When said out loud, "Fashion Week" has a double meaning — and for anyone who's ever been a part of all the action, feeling weak is not only par for the course, it's often the reason we love fashion to begin with. So, in honor of the moments of chaos, beauty, and excitement that made us feel weak, we present My Fashion Week-ness: a compilation of accounts from some of the industry's biggest players. They're spilling their most memorable stories from Fashion Weeks gone by, and the ones that keep them coming back for more.
Iconic photographer Peter Lindbergh's images have been celebrated for decades. Most recently, Lindbergh shot legendary Pirelli calendar, and he's the only person to have shot the calendar three times. This year's edition features some of Lindbergh's friends, like Jessica Chastain, Uma Thurman, Fran Leibovitz, and Nicole Kidman. But when we got a chance to sit down with the man of the hour at Pirelli's "On Beauty" panel at Cipriani's Financial District location in NYC last night, we couldn't help asking about the story behind one of his most famous photographs.
While Lindbergh has photographed basically every supermodel from the late '80s through today, his shot of a gaggle of models (including the likes of Linda Evangelista, Christy Turlington, and Rachel Williams), frolicking on a beach in California, goes down as one of his most memorable. (Plus, it was a gamechanging photograph for all of the models involved.) And the behind-the-scenes story behind the shot sounds like something straight out of The Devil Wears Prada. Or, you know, just a Monday at Vogue.
"People always ask me if my views on women have changed after photographing them for so many years, and I always say no. When I put the supermodels together in 1988 [for that shot], I had the same feeling. I was kind of fed up with women in magazines being presented as so photoshopped, and not as raw. [Photoshopping] is one of the problems with fashion that still exists today. But it's also this idea that you can become the person you want if you buy the clothes; you can pretend to be that person. That's nice, but it's also dangerous.
"When I was in art school, there were kids who would come to class because they wanted to do something and say something — they wanted to express themselves; they had a mission, and it wasn't to have 45 pairs of high heels in their closets. They [simply] wore T-shirts and tennis shoes.
"And that's what I said to Mr. [Alexander] Liberman, who worked for American Vogue at the time. And he said, 'Why don't you show us how that looks?' And that's where the [idea of shooting] white shirts on the supermodels came from. And today, nothing has changed except for the Photoshopping. When I see all of the Photoshopping done to models these days, I could cry. What is a woman who defines herself by how she looks when she's 50, as opposed to a woman [focused on] her experiences in life? And I capture that in my pictures. But then, the retouchers go and airbrush it all off and say, '[now] that's beautiful.' No, it's not."

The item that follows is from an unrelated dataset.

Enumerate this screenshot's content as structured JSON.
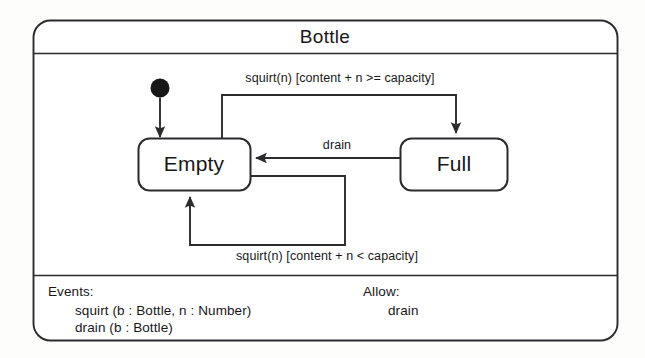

The iconic photograph was later scrapped by Liberman and shoved in a desk drawer: Anna Wintour rediscovered the photos four years later, after she became editor-in-chief of Vogue, according to Lindbergh. She ended up using only one of the shots, though: Lindbergh recalled that Wintour told him she would have given him the cover and a 20-page spread in Vogue, had he shot the photos during her time helming the magazine.
"But that shoot wasn't even emotional for me, as most of them are. I did that simply for the light; that was the end of the story," Lindbergh told us. "But today, for example, to do the Pirelli calendar required a high amount of emotion. I was emotional because I'm in love with all of the women in the calendar, but it wasn't so much because of the experience [of shooting the calendar] itself, but because they agreed to do it."